Unhelpful demonisation

Unfortunately Dunne’s keyboard then come under an attack of accusative rhetoric at the expense of measured methodology. He refers to and names (Professors Baker, Wilson and Hendry and Dr Wiles) as a small “circle of academic experts” that have the “ears” of government and the media. This circle appears to him to be “increasingly tight and uncritical”. Alternative views don’t get a look in.

What is ignored in this apparent demonisation is that this small circle is situated within the mainstream of epidemiologists and other experts including the ‘granddaddy’ of modern epidemiology in New Zealand Professor David Skeggs.

Opponents of the elimination strategy are by contrast on the margins. Of course they shouldn’t be ignored. But proportionality is required. So is the evidence. They began by advocating the Swedish path which has been subsequently discredited and a cumulative death rate of 864 compared with our 5.

Their economic reservations were expressed as if there was no government wage subsidy and other financial support for businesses. The evidence suggests that New Zealand’s economic performance is better than expected and better than it would have been if we had followed mitigation or herd immunity. These opponents haven’t been “howled down by the favoured coterie of academics.” Instead they have been measuredly and methodically rebutted by evidence.

Ignoring facts

But Peter Dunne also ignores facts. Epidemiologists such as Baker and Wilson have been sharply critical of aspects of the implementation of the elimination, particularly with reference to delays in introducing full border testing (including in quarantine facilities), in testing essential workers in these facilities, and in introducing mandatory face masks. Early deficiencies in contact tracing can also be added to the list.

But they do criticise in an evidence-based rather than dramatic way.
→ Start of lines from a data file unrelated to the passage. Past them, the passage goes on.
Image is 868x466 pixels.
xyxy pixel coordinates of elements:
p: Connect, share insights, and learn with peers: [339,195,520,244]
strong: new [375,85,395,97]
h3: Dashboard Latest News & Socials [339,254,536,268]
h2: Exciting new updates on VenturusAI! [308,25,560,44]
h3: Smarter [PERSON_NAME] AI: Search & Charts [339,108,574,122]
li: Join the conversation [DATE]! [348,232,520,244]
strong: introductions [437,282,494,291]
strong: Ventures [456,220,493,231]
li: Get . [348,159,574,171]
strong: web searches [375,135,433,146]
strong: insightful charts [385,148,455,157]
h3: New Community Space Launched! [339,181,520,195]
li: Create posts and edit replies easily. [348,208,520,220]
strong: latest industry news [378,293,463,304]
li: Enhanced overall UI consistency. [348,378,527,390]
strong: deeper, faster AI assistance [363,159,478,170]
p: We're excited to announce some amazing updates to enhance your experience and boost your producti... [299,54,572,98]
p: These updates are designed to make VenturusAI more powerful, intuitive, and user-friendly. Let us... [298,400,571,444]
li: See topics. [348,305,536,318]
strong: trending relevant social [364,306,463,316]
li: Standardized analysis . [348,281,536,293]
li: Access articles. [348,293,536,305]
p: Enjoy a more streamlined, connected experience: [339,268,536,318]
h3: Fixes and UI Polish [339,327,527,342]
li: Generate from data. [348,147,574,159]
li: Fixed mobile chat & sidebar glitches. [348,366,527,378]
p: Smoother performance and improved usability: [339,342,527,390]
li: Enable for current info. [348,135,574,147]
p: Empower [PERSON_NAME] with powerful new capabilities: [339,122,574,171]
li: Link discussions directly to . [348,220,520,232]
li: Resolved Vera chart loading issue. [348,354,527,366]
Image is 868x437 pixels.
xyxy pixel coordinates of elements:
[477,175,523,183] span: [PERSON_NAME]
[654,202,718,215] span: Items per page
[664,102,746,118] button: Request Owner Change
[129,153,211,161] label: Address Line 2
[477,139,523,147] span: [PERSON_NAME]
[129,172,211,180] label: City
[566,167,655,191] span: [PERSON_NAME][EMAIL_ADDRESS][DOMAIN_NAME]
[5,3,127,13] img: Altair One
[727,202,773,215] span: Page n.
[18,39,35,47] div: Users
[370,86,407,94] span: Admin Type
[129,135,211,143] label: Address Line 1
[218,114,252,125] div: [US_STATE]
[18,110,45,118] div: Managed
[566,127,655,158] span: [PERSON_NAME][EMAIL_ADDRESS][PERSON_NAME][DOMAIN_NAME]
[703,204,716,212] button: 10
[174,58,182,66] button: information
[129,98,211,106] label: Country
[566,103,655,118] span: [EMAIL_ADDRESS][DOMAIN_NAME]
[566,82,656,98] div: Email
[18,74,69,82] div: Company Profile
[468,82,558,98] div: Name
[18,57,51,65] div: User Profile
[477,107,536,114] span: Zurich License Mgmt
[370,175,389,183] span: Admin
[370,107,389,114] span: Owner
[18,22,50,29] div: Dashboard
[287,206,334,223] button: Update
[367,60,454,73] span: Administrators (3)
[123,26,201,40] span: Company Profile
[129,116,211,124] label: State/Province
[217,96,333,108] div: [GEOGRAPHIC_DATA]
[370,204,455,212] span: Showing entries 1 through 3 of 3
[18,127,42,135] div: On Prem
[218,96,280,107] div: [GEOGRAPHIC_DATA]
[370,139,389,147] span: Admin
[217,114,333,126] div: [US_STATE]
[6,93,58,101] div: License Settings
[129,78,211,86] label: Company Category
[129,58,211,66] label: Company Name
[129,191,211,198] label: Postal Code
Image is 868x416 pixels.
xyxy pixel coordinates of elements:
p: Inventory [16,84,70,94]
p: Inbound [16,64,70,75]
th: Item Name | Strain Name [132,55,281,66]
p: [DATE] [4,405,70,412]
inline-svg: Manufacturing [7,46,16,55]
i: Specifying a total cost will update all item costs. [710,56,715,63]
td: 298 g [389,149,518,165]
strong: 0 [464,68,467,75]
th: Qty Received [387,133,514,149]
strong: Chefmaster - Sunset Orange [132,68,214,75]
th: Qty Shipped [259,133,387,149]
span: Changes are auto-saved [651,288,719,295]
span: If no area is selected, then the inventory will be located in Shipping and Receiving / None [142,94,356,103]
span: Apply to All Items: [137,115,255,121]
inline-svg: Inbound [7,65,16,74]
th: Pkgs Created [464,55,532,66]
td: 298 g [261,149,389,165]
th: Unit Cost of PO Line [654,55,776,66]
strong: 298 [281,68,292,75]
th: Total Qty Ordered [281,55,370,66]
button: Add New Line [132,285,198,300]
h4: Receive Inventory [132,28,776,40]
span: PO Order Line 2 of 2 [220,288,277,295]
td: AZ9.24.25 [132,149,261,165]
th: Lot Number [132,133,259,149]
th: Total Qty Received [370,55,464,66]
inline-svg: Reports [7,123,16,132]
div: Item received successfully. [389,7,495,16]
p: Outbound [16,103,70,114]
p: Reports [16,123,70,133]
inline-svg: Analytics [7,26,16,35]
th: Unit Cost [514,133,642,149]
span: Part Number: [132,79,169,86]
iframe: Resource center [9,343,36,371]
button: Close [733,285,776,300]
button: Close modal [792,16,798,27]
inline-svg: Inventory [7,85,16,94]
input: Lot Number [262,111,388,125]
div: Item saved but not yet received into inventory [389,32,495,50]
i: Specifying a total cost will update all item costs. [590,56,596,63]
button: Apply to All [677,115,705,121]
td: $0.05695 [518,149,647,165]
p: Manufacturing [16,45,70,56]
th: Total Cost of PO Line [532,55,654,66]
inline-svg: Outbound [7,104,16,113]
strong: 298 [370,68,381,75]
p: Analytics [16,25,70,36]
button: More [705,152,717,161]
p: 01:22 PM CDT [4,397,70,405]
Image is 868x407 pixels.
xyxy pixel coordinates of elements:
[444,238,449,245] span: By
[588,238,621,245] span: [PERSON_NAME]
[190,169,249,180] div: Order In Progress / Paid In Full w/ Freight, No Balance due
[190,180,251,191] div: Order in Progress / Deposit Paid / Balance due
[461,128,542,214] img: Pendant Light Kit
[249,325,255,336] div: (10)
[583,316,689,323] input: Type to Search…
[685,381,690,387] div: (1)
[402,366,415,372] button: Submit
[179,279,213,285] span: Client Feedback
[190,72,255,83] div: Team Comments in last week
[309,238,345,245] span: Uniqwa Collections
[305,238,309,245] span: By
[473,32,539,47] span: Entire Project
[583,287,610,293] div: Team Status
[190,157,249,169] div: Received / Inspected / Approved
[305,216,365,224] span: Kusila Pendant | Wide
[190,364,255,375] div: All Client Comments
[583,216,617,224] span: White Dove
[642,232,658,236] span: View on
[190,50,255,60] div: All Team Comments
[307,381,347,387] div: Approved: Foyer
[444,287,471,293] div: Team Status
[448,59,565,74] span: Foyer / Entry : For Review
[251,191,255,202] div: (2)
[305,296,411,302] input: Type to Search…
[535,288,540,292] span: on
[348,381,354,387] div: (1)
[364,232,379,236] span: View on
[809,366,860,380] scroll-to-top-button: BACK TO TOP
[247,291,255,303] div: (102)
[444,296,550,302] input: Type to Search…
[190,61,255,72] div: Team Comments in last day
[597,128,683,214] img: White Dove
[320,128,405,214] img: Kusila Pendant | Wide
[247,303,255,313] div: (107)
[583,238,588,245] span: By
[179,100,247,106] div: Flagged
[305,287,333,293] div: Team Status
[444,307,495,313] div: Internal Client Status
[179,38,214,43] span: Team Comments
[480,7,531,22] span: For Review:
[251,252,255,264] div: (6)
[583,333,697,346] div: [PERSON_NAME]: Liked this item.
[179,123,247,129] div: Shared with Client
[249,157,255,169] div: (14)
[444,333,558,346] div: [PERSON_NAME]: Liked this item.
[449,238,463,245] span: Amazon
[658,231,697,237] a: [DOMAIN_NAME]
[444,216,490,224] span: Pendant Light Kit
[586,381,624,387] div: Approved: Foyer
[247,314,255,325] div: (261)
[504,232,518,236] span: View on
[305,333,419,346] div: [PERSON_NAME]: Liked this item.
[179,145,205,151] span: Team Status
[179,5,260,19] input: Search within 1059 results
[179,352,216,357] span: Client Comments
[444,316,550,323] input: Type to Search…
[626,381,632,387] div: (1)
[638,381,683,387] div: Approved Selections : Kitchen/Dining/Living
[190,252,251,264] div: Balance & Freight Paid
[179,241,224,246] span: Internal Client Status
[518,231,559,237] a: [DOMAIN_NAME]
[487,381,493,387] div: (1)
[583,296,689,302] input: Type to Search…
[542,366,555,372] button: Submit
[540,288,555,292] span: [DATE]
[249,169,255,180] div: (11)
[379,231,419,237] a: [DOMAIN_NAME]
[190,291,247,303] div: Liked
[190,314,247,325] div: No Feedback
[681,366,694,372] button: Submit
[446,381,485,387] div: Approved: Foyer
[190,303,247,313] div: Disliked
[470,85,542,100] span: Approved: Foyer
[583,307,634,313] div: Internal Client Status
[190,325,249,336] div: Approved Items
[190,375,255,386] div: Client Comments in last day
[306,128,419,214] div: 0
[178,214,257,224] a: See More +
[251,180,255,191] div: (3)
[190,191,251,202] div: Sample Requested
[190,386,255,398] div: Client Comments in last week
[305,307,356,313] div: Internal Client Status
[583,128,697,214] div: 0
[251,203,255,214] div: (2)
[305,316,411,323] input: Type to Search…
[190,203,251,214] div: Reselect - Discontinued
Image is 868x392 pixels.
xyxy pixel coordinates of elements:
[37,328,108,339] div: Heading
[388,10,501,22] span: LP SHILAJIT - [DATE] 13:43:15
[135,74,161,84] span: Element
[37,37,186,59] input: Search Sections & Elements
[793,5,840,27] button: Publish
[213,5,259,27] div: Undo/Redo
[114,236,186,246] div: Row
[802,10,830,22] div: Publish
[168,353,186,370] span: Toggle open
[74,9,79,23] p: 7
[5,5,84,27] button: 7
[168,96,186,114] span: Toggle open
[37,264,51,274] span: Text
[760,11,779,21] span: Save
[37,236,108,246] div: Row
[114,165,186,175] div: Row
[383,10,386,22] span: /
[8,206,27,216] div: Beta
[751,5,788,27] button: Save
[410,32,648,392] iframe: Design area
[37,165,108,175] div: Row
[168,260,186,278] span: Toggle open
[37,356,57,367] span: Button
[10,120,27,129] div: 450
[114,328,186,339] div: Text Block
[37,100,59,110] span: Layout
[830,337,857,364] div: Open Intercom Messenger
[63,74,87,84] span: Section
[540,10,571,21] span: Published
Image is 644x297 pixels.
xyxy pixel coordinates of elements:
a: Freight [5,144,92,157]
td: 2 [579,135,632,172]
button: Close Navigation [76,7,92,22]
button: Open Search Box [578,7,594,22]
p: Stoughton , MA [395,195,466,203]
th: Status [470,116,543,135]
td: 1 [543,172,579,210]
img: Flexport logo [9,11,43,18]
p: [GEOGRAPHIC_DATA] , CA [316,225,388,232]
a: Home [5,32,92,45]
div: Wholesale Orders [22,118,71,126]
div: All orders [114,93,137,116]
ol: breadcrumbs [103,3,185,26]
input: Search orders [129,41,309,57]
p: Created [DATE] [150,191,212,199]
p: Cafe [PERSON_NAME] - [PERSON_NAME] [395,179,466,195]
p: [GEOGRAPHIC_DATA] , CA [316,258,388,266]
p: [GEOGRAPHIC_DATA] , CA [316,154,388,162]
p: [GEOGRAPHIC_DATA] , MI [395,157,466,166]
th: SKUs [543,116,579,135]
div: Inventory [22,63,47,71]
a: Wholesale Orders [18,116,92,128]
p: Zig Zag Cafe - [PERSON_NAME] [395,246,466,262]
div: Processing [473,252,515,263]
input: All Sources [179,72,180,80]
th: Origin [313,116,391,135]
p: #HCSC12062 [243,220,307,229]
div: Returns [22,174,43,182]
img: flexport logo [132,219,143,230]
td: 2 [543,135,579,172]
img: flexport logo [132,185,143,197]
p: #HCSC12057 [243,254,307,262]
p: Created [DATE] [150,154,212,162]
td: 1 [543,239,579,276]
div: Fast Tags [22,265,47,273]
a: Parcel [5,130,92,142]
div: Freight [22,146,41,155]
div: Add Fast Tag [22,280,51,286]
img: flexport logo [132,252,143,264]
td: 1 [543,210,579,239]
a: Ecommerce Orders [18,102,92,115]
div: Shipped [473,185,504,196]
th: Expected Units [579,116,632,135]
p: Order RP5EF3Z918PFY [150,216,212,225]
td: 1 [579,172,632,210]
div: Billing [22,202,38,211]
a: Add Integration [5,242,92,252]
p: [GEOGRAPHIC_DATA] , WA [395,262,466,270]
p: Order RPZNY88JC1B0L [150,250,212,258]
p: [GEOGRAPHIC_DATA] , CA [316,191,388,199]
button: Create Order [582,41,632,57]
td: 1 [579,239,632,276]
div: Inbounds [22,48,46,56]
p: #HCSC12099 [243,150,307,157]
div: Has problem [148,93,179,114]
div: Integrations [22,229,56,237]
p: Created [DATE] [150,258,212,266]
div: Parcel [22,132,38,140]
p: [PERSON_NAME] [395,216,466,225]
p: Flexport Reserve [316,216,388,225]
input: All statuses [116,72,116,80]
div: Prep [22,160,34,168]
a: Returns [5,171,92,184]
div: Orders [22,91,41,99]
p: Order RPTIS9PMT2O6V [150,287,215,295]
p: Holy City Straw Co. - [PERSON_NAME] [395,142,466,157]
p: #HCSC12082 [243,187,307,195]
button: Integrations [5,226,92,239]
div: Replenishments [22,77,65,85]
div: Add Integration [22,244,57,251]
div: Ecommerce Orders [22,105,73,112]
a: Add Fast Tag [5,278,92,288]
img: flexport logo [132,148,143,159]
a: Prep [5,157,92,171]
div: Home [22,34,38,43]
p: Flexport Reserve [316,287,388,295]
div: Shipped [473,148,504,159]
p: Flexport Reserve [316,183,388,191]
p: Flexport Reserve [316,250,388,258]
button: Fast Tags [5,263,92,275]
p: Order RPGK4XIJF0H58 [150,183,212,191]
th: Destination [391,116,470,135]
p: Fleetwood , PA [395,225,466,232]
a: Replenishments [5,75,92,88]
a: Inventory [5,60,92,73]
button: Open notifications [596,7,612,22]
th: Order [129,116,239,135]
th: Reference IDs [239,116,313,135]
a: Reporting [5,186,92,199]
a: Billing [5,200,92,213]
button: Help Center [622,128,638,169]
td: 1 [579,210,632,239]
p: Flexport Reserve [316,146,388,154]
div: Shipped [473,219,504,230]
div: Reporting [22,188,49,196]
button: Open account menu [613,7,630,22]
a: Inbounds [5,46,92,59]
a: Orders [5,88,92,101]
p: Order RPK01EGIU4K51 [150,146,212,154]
When Professor Baker is asked by Radio New Zealand if our border protection has failed, he deftly responds that there have been some “failings”. I can still vividly recall the barely controlled anger towards the Health Ministry of Professor Skeggs on Radio New Zealand last year when commenting to one of these “failings”.

As recently as today the Sunday Star Times has published a longer article assessing the government’s response to Covid-19. While broadly positive about its approach Professor Baker is quoted describing it as “sluggish”. If this is uncritical my mind boggles over what he would be like if he were critical.

Stronger ground but

Peter Dunne raises some valid concerns. He’s critical of cabinet minister Megan Woods saying last year that New Zealand would be at “the front of the queue” for getting a Covid-19 vaccine. This assertion was premature, but not malign as implied, because of external factors beyond our control. We were certainly near the front of negotiating agreements with potential vaccine providers. This is a positive.

But the complexity of supply chains, a small country’s ability to compete with bigger ones, given ‘Big Pharma’s’ drive for profit maximisation, and other countries with greater needs will make delivery difficult to predict. It isn’t a level playing field.

Dunne is on stronger ground when he criticises the release of the damming Heather Simpson-Brian Roche report on border management systems following the Auckland lockdown in late December. This is a common technique of successive governments. I can’t see any political advantage to the government for this decision because they are seeking to reduce the role of the Health Ministry and greater exposure of the report would have helped this agenda. Rather than any devious motive I suspect it is the result of an overconfident ‘too clever by half’ mentality.

Peter Dunne’s accusation about “days of genuinely good behaviours masquerading as optimistic half-truths” is the wrong description of the response to Covid-19. Instead the strategic response has been very successful but, in these unprecedented times, there has been too much sluggishness.